We were able to solve a high CPU usage problem by taking advantage of Silverlight's bitmap cache, as described here:
- Silverlight 3 and GPU Acceleration
- Discovering Silverlight 3 – Deep Dive into GPU Acceleration
We added the EnableGPUAcceleration parameter to the <object> tag. To bring the CPU usage down to a reasonable level, we had to add CacheMode="BitmapCache" to the root visual grid for the whole app. So I'm wondering if there's any downside to re开发者_如何转开发lying so much on the bitmap cache. If it was always beneficial, I assume it would be enabled by default.
I found this similar question with a good answer by AnthonyWJones:
- Any reason not to check “application library caching” and “GPU acceleration” in silverlight apps?
So one downside is that it uses more video RAM. I guess this could make things worse for other graphics-intensive apps running at the same time. Are there any other downsides?
If the graphics card doesn't have enough video RAM to cache everything, I assume Silverlight will degrade gracefully and will just use more CPU cycles to re-render the UI.

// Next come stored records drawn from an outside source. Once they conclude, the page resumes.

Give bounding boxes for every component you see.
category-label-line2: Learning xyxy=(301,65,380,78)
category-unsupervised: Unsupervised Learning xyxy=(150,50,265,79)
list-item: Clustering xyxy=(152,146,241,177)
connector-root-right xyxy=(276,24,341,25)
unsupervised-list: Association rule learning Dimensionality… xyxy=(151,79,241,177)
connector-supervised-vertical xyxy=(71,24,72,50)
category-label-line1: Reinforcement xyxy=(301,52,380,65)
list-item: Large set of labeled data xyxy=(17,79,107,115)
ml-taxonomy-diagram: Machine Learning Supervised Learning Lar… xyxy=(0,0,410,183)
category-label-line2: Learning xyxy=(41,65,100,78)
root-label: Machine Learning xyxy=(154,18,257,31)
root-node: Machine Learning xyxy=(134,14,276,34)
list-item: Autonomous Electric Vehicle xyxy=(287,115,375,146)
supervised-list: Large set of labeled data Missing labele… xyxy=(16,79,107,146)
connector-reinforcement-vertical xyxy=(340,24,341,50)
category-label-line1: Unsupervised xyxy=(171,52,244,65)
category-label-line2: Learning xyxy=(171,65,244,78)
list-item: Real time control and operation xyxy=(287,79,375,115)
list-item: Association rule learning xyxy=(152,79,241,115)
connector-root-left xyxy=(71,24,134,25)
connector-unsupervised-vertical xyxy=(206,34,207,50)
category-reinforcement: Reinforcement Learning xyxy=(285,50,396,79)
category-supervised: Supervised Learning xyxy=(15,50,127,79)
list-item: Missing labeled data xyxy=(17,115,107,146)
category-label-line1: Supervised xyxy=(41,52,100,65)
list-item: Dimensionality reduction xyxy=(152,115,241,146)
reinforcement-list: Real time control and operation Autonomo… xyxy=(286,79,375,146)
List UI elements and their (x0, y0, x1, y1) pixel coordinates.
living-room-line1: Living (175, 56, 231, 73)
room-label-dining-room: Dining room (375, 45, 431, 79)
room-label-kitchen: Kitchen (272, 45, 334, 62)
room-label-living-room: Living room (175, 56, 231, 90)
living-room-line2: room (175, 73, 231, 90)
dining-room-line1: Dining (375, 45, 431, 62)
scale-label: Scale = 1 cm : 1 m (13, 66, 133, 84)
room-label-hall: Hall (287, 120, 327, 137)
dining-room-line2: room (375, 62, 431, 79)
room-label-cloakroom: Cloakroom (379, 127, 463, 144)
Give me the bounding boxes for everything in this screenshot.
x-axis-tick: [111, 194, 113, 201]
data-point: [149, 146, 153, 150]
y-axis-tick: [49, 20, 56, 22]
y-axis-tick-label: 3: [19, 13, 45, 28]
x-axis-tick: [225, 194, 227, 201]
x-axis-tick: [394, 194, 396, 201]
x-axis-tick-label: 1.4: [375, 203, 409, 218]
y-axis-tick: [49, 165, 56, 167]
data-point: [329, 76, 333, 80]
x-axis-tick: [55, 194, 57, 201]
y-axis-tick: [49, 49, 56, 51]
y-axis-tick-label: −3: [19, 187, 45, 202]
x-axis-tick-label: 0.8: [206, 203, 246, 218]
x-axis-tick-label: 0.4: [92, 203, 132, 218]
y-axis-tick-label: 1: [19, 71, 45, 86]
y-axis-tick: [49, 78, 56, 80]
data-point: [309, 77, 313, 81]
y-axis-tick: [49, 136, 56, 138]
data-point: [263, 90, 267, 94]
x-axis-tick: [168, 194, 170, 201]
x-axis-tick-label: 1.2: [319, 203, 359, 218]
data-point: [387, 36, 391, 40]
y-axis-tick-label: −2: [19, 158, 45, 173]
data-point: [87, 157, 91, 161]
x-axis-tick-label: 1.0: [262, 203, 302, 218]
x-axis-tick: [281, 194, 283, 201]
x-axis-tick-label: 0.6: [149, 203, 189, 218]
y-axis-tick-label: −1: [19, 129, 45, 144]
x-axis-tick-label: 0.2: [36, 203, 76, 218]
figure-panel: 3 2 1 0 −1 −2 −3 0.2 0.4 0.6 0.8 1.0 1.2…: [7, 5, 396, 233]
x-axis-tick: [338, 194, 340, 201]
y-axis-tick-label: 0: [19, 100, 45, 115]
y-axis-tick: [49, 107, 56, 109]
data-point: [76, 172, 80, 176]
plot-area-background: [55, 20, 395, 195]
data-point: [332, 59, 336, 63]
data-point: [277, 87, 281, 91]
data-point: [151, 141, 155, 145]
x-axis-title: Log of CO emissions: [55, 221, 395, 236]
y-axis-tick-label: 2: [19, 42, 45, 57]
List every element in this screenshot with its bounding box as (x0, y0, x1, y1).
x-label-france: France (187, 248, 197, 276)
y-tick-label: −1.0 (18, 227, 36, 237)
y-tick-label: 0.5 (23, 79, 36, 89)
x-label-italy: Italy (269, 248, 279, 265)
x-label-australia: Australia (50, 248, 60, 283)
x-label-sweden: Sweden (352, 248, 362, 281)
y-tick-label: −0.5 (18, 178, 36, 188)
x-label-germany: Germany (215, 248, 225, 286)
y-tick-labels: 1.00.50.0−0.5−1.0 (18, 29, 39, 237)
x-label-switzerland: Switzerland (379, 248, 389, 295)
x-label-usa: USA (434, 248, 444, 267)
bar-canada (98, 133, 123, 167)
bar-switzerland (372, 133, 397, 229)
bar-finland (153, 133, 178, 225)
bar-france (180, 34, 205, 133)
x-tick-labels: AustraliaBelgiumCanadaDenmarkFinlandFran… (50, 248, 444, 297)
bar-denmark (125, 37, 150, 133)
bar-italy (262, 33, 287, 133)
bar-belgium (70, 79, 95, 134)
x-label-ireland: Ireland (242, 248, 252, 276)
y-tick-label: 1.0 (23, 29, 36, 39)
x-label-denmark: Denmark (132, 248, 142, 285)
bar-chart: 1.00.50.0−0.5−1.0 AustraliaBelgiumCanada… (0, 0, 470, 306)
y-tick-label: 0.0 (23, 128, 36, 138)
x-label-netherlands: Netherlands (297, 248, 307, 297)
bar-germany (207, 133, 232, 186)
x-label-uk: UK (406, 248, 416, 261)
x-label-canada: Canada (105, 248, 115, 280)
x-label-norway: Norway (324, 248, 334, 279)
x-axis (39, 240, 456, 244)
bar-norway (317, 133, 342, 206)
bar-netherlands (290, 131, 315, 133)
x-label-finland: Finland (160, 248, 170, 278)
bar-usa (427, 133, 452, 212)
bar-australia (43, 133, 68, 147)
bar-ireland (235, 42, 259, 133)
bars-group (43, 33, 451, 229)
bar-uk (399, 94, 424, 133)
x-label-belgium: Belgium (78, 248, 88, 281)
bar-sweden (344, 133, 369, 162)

Thanks for your help, RichardAfter experimenting a great deal with bitmap caching, we ended up turning it off in our application. It works well when you're wanting to use the GPU to execute transforms on a piece of your UI that isn't changing -- for instance, if you have a picture that you want to animate, squish, rotate, etc. But bitmap caching/GPU acceleration (in its current implementation) slows things down pretty dramatically if you're continuing to update the visual tree inside the part of your UI that you'd like to cache/manipulate. If you're just moving around a static bitmap, it makes sense to cache it and use the GPU to accelerate it. But quite often, you might be tweaking pieces somewhere down the visual tree from the piece of your UI that you flagged to cache, and if that's happening, you need to update the GPU's cache each frame, and that's slow, slow, slow.

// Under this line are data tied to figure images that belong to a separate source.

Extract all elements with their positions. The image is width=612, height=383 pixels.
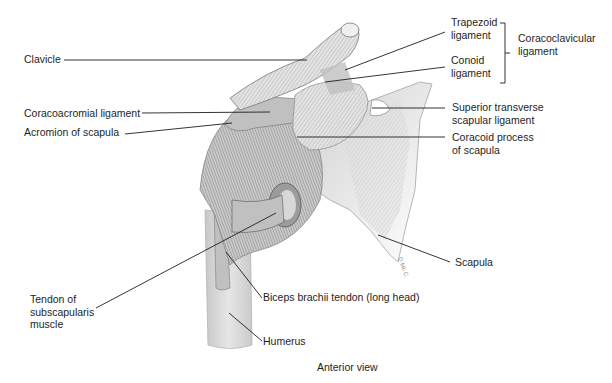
label-trapezoid-line2: ligament	[451, 29, 497, 42]
artist-signature: D.Mc.C.	[397, 256, 410, 279]
label-coracoid-line2: of scapula	[452, 144, 534, 157]
label-superior-transverse-scapular-ligament: Superior transverse scapular ligament	[452, 101, 544, 126]
label-clavicle: Clavicle	[24, 53, 61, 66]
label-coracoid-process: Coracoid process of scapula	[452, 131, 534, 156]
label-trapezoid-line1: Trapezoid	[451, 16, 497, 29]
label-subscapularis-line1: Tendon of	[30, 293, 94, 306]
label-subscapularis-tendon: Tendon of subscapularis muscle	[30, 293, 94, 331]
shoulder-joint-figure: D.Mc.C. Clavicle Trapezoid ligament Cono…	[0, 0, 612, 383]
label-subscapularis-line2: subscapularis	[30, 306, 94, 319]
label-superior-transverse-line1: Superior transverse	[452, 101, 544, 114]
label-coracoclavicular-line1: Coracoclavicular	[518, 32, 596, 45]
label-conoid-line2: ligament	[451, 67, 491, 80]
label-acromion: Acromion of scapula	[24, 126, 119, 139]
label-coracoclavicular-line2: ligament	[518, 45, 596, 58]
label-conoid-ligament: Conoid ligament	[451, 54, 491, 79]
leader-acromion	[125, 123, 232, 134]
label-superior-transverse-line2: scapular ligament	[452, 114, 544, 127]
label-coracoacromial-ligament: Coracoacromial ligament	[24, 107, 140, 120]
figure-caption: Anterior view	[317, 361, 378, 373]
label-humerus: Humerus	[263, 335, 306, 348]
coracoclavicular-bracket	[500, 23, 505, 83]
label-biceps-brachii-tendon: Biceps brachii tendon (long head)	[263, 291, 419, 304]
label-trapezoid-ligament: Trapezoid ligament	[451, 16, 497, 41]
label-coracoid-line1: Coracoid process	[452, 131, 534, 144]
label-subscapularis-line3: muscle	[30, 318, 94, 331]
label-scapula: Scapula	[455, 256, 493, 269]
leader-trapezoid	[345, 32, 445, 70]
label-conoid-line1: Conoid	[451, 54, 491, 67]
label-coracoclavicular-ligament: Coracoclavicular ligament	[518, 32, 596, 57]
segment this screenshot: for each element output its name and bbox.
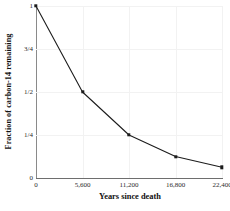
x-tick-label: 0 <box>34 181 38 189</box>
x-tick-label: 11,200 <box>120 181 139 189</box>
data-point-marker <box>220 166 223 169</box>
data-point-marker <box>81 90 84 93</box>
y-tick-label: 3/4 <box>24 45 36 53</box>
plot-area: 01/41/23/41 05,60011,20016,80022,400 <box>36 6 222 178</box>
x-tick-label: 22,400 <box>212 181 230 189</box>
data-point-marker <box>34 4 37 7</box>
x-tick-label: 5,600 <box>75 181 91 189</box>
data-point-marker <box>174 155 177 158</box>
y-tick-label: 1/4 <box>24 131 36 139</box>
y-tick-label: 1/2 <box>24 88 36 96</box>
y-axis-title: Fraction of carbon-14 remaining <box>0 0 18 182</box>
data-point-marker <box>127 133 130 136</box>
y-axis-title-text: Fraction of carbon-14 remaining <box>5 33 14 149</box>
carbon-14-decay-chart: Fraction of carbon-14 remaining 01/41/23… <box>0 0 230 211</box>
x-tick-label: 16,800 <box>166 181 185 189</box>
x-axis-title: Years since death <box>36 192 224 201</box>
x-axis-line <box>36 178 223 179</box>
gridline-vertical <box>222 6 223 178</box>
decay-curve-line <box>36 6 222 178</box>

In other words, whether it makes sense for you to turn it on or not depends entirely on where you turn it on, and what your application is doing. Because of this, my strong recommendation, if you're using bitmap caching, or if you're experiencing performance problems with your Silverlight UI, is to (temporarily) enable cache visualization and redraw regions. Makes your app look funky as hell when they're on, but they're invaluable when it comes to seeing what your UI is doing that's chewing up all your CPU.
I don't see concerns in what you described, but I believe you can over use bitmap caching.
Say for instance you had a 500x500 'top' canvas, and it contained 25 'sub' canvases each 100x100. Lets say we were updating content/colors, etc.. in each of the sub canvases. Lets say there was an event that would move the top canvas on the screen. If all the sub canvases changed at the same interval, it would make sense to only bitmap cache the top canvas. However, if the sub canvases did not all change at the same interval, or sometimes not at all, it could turn out to be more benefitial to set bitmap caching on each sub canvas instead. Taking this one step further If you bitmap cached both the top and each sub canvas, there could be wasted cycles in caching something with no benefit.
Or am I going down a completely different path than what you are asking?